I’m new to Scrivener, so this is my first forum post, and I’m pretty excited about this software!
So this is likely a newbie question, but it appears that formatting compiles can be tricky, and I don’t fully understand it.
With that out of the way, I like how scrivener can automatically uppercase the first 3 words of a paragraph. And I’d also like to start some paragraphs with a quote:
In this example, I’d rather have TIME FOR LAB in uppercase, not the Nelson Mandela quote. Any strategies to achieve that?
I made a little progress on my own. I set the section type for the quote’s document to N/A.
That’s an improvement, but now it is appearing in the TOC:
From what I can tell, Scrivener can either create the TOC dynamically based on structure (which is how my doc is set up now), or there is also a more manual way to create a TOC that gives you more control. Will I need to do the latter to remove the quote from the TOC?

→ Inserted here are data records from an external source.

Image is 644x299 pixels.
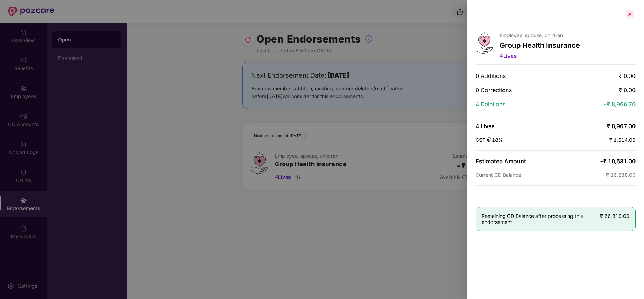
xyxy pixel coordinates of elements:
[620,86,636,93] span: ₹ 0.00
[476,136,504,143] span: GST @18%
[620,72,636,80] span: ₹ 0.00
[603,101,636,108] span: -₹ 8,966.70
[500,32,581,38] p: Employee, spouse, children
[603,123,636,130] span: -₹ 8,967.00
[476,86,512,93] span: 0 Corrections
[607,171,636,178] span: ₹ 16,238.00
[476,171,521,178] span: Current CD Balance
[476,72,506,80] span: 0 Additions
[476,123,495,130] span: 4 Lives
[600,213,630,219] span: ₹ 26,819.00
[476,158,526,165] span: Estimated Amount
[482,213,600,225] span: Remaining CD Balance after processing this endorsement
[476,101,506,108] span: 4 Deletions
[600,158,636,165] span: -₹ 10,581.00
[476,32,493,54] img: svg+xml;base64,PHN2ZyB4bWxucz0iaHR0cDovL3d3dy53My5vcmcvMjAwMC9zdmciIHdpZHRoPSI0Ny43MTQiIGhlaWdodD...
[607,136,636,143] span: -₹ 1,614.00
[500,53,517,59] span: 4 Lives
[500,41,581,50] p: Group Health Insurance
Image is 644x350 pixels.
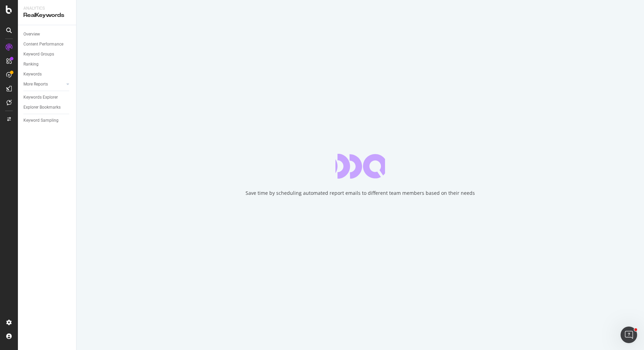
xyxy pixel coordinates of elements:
iframe: Intercom live chat [621,327,637,343]
a: Keyword Sampling [23,117,71,124]
div: More Reports [23,81,48,88]
div: Content Performance [23,40,64,48]
div: animation [335,154,385,178]
a: More Reports [23,81,64,88]
div: RealKeywords [23,11,71,20]
a: Content Performance [23,40,71,48]
a: Keywords [23,71,71,78]
div: Keywords [23,71,42,78]
div: Overview [23,31,40,38]
a: Explorer Bookmarks [23,103,71,111]
div: Ranking [23,61,38,68]
div: Analytics [23,6,71,11]
div: Save time by scheduling automated report emails to different team members based on their needs [246,190,475,196]
div: Keywords Explorer [23,94,58,101]
div: Keyword Sampling [23,117,59,124]
a: Keywords Explorer [23,94,71,101]
a: Ranking [23,61,71,68]
div: Explorer Bookmarks [23,103,60,111]
a: Overview [23,31,71,38]
div: Keyword Groups [23,50,54,58]
a: Keyword Groups [23,50,71,58]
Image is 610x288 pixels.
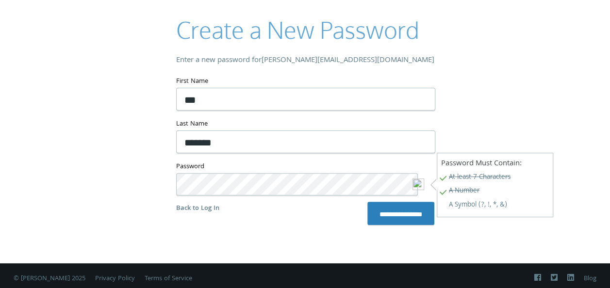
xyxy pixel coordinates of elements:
span: A Number [441,185,549,199]
img: logo-new.svg [413,179,424,190]
div: Password Must Contain: [437,153,553,217]
span: A Symbol (?, !, *, &) [441,199,549,213]
label: Password [176,161,434,173]
a: Terms of Service [145,274,192,284]
label: Last Name [176,118,434,131]
label: First Name [176,76,434,88]
a: Back to Log In [176,203,219,214]
div: Enter a new password for [PERSON_NAME][EMAIL_ADDRESS][DOMAIN_NAME] [176,54,434,68]
a: Privacy Policy [95,274,135,284]
span: © [PERSON_NAME] 2025 [14,274,85,284]
span: At least 7 Characters [441,171,549,185]
a: Blog [584,274,596,284]
h2: Create a New Password [176,14,434,46]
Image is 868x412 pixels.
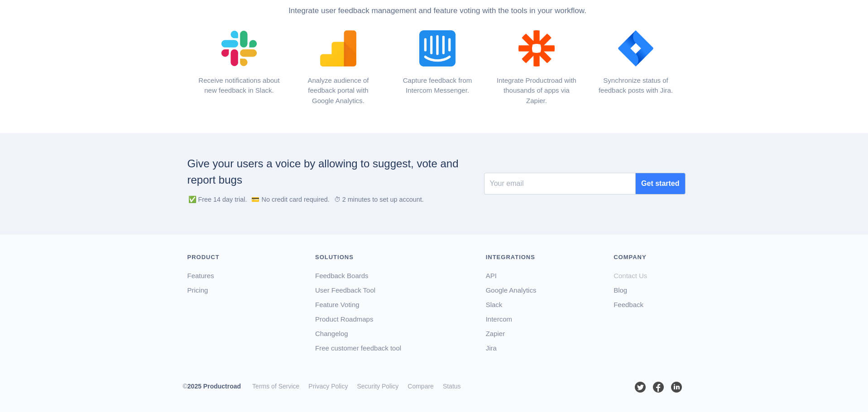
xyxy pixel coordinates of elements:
[486,253,600,262] div: Integrations
[484,173,636,194] input: Recipient's username
[189,196,247,203] span: ✅ Free 14 day trial.
[407,383,434,390] a: Compare
[486,301,503,308] a: Slack
[486,330,505,338] a: Zapier
[395,76,480,96] div: Capture feedback from Intercom Messenger.
[613,286,627,294] a: Blog
[315,253,473,262] div: Solutions
[315,316,373,323] a: Product Roadmaps
[514,26,559,71] img: Zapier Integration
[217,26,262,71] img: Slack Integration
[593,44,679,96] a: Synchronize status of feedback posts with Jira.
[187,253,302,262] div: Product
[634,381,647,394] img: Productroad Twitter
[486,316,512,323] a: Intercom
[613,301,643,308] a: Feedback
[252,383,300,390] a: Terms of Service
[251,196,329,203] span: 💳 No credit card required.
[296,76,381,106] div: Analyze audience of feedback portal with Google Analytics.
[415,26,460,71] img: Intercom Integration
[634,383,647,390] a: Productroad Twitter
[357,383,399,390] a: Security Policy
[315,330,349,338] a: Changelog
[486,344,497,352] a: Jira
[593,76,679,96] div: Synchronize status of feedback posts with Jira.
[334,196,424,203] span: ⏱ 2 minutes to set up account.
[316,26,361,71] img: Google Analytics Integration
[196,76,282,96] div: Receive notifications about new feedback in Slack.
[315,286,375,294] a: User Feedback Tool
[651,383,665,390] a: Productroad Facebook
[443,383,461,390] a: Status
[190,5,685,17] div: Integrate user feedback management and feature voting with the tools in your workflow.
[613,272,647,280] a: Contact Us
[651,381,665,394] img: Productroad Facebook
[315,272,369,280] a: Feedback Boards
[187,272,214,280] a: Features
[183,382,248,393] div: ©
[613,26,659,71] img: Jira Integration
[613,253,685,262] div: Company
[187,156,466,188] div: Give your users a voice by allowing to suggest, vote and report bugs
[670,381,683,394] img: Productroad LinkedIn
[670,383,683,390] a: Productroad LinkedIn
[315,301,360,308] a: Feature Voting
[309,383,348,390] a: Privacy Policy
[486,272,497,280] a: API
[635,173,685,194] button: Get started
[494,76,580,106] div: Integrate Productroad with thousands of apps via Zapier.
[315,344,401,352] a: Free customer feedback tool
[486,286,536,294] a: Google Analytics
[187,383,241,390] span: 2025 Productroad
[187,286,208,294] a: Pricing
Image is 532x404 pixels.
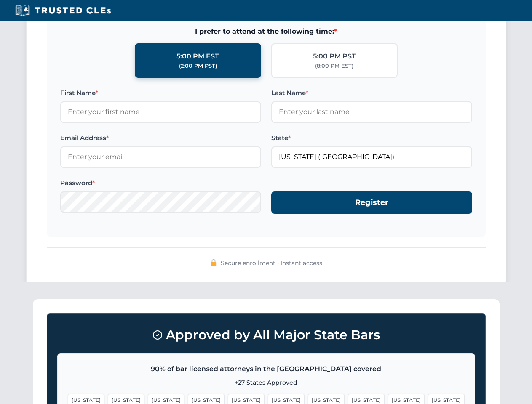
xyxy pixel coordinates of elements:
[271,192,472,214] button: Register
[57,324,475,346] h3: Approved by All Major State Bars
[179,62,217,70] div: (2:00 PM PST)
[60,26,472,37] span: I prefer to attend at the following time:
[271,101,472,123] input: Enter your last name
[220,259,322,268] span: Secure enrollment • Instant access
[60,101,261,123] input: Enter your first name
[271,133,472,143] label: State
[315,62,353,70] div: (8:00 PM EST)
[60,178,261,188] label: Password
[60,147,261,167] input: Enter your email
[60,133,261,143] label: Email Address
[60,88,261,98] label: First Name
[13,4,113,17] img: Trusted CLEs
[271,88,472,98] label: Last Name
[313,51,356,62] div: 5:00 PM PST
[68,378,464,387] p: +27 States Approved
[271,147,472,167] input: Florida (FL)
[68,364,464,375] p: 90% of bar licensed attorneys in the [GEOGRAPHIC_DATA] covered
[210,259,217,266] img: 🔒
[176,51,219,62] div: 5:00 PM EST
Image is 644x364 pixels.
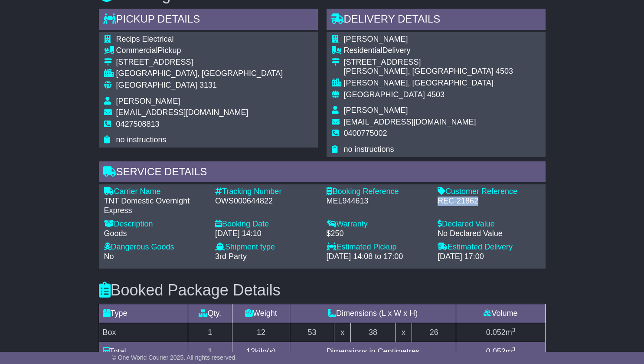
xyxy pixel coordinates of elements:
[412,323,456,342] td: 26
[327,196,430,206] div: MEL944613
[116,135,166,144] span: no instructions
[438,242,540,252] div: Estimated Delivery
[290,304,456,323] td: Dimensions (L x W x H)
[104,242,207,252] div: Dangerous Goods
[351,323,396,342] td: 38
[344,79,513,88] div: [PERSON_NAME], [GEOGRAPHIC_DATA]
[344,145,395,153] span: no instructions
[344,90,425,99] span: [GEOGRAPHIC_DATA]
[327,229,430,238] div: $250
[116,46,158,55] span: Commercial
[232,304,290,323] td: Weight
[395,323,412,342] td: x
[344,117,476,126] span: [EMAIL_ADDRESS][DOMAIN_NAME]
[215,252,247,261] span: 3rd Party
[116,58,283,67] div: [STREET_ADDRESS]
[456,342,545,361] td: m
[327,242,430,252] div: Estimated Pickup
[247,347,255,356] span: 12
[335,323,351,342] td: x
[104,252,114,261] span: No
[486,347,506,356] span: 0.052
[438,187,540,196] div: Customer Reference
[215,229,318,238] div: [DATE] 14:10
[438,196,540,206] div: REC-21862
[104,229,207,238] div: Goods
[215,187,318,196] div: Tracking Number
[104,187,207,196] div: Carrier Name
[215,219,318,229] div: Booking Date
[327,9,546,32] div: Delivery Details
[344,106,408,115] span: [PERSON_NAME]
[116,120,160,128] span: 0427508813
[512,327,516,333] sup: 3
[344,35,408,43] span: [PERSON_NAME]
[116,69,283,79] div: [GEOGRAPHIC_DATA], [GEOGRAPHIC_DATA]
[116,46,283,56] div: Pickup
[438,229,540,238] div: No Declared Value
[327,187,430,196] div: Booking Reference
[99,162,546,185] div: Service Details
[104,196,207,215] div: TNT Domestic Overnight Express
[99,323,188,342] td: Box
[116,35,174,43] span: Recips Electrical
[427,90,445,99] span: 4503
[232,323,290,342] td: 12
[456,323,545,342] td: m
[486,328,506,337] span: 0.052
[327,219,430,229] div: Warranty
[327,252,430,261] div: [DATE] 14:08 to 17:00
[456,304,545,323] td: Volume
[99,304,188,323] td: Type
[112,354,237,361] span: © One World Courier 2025. All rights reserved.
[438,219,540,229] div: Declared Value
[116,81,198,89] span: [GEOGRAPHIC_DATA]
[344,129,387,138] span: 0400775002
[290,323,335,342] td: 53
[188,342,232,361] td: 1
[344,46,383,55] span: Residential
[344,46,513,56] div: Delivery
[512,346,516,352] sup: 3
[188,304,232,323] td: Qty.
[116,97,181,105] span: [PERSON_NAME]
[104,219,207,229] div: Description
[99,9,318,32] div: Pickup Details
[232,342,290,361] td: kilo(s)
[200,81,217,89] span: 3131
[344,58,513,67] div: [STREET_ADDRESS]
[438,252,540,261] div: [DATE] 17:00
[215,242,318,252] div: Shipment type
[290,342,456,361] td: Dimensions in Centimetres
[215,196,318,206] div: OWS000644822
[99,342,188,361] td: Total
[344,67,513,76] div: [PERSON_NAME], [GEOGRAPHIC_DATA] 4503
[99,282,546,299] h3: Booked Package Details
[116,108,248,117] span: [EMAIL_ADDRESS][DOMAIN_NAME]
[188,323,232,342] td: 1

The folder itself is also a text document ; try putting your quote into the folder text and formatting your quote from the chapter section layout. I’ve used that in the past with good effect.
Ok, I figured out how to add the quote to the folder (didn’t know i could do that, thanks!) But I don’t know how to format it from the chapter section layout. Do you mean in the “Assign Section Layouts…” screen? (It’s now out of the TOC, but the quote is getting uppercased again)
Take a deep breath. I’m going to walk you through editing your compile format.
- Select File > Compile…
- Make a note of which section layouts you’ve assigned to which section types.
- Right-click or ctrl-click on the compile format you’re using.
- Choose Edit Format… (or if that’s greyed out, Duplicate and Edit Format.)
4.a. If you had to duplicate the format, save your work by clicking the Save button in the lower right corner. Then (tedious, I know) set up all your section layout assignments with the NEW layout just as you had them in the original layout. Then right-click and choose Edit Format… again.
- Click on the Section Layouts tab, then click on the section layout for your chapters (you noted this in Step 2.)
- If the formatting of the quote is as you want it except for the pesky all caps, great! If not, edit its format here in the little sample pane.
- Almost done! Click on the New Pages button under the list of section layouts.
- Edit the “Number of words to make uppercase:” to zero.
- Run a test compile to be sure your new layout is ready to roll.
- Save your edited layout. Hope this helps!
[Edited]
I wrote a long confused post about how it didn’t quite work, then I did a recompile (puttering around) and it looks this time it worked! I’m not sure I fully understand how, but thank you Silverdrag0n!!!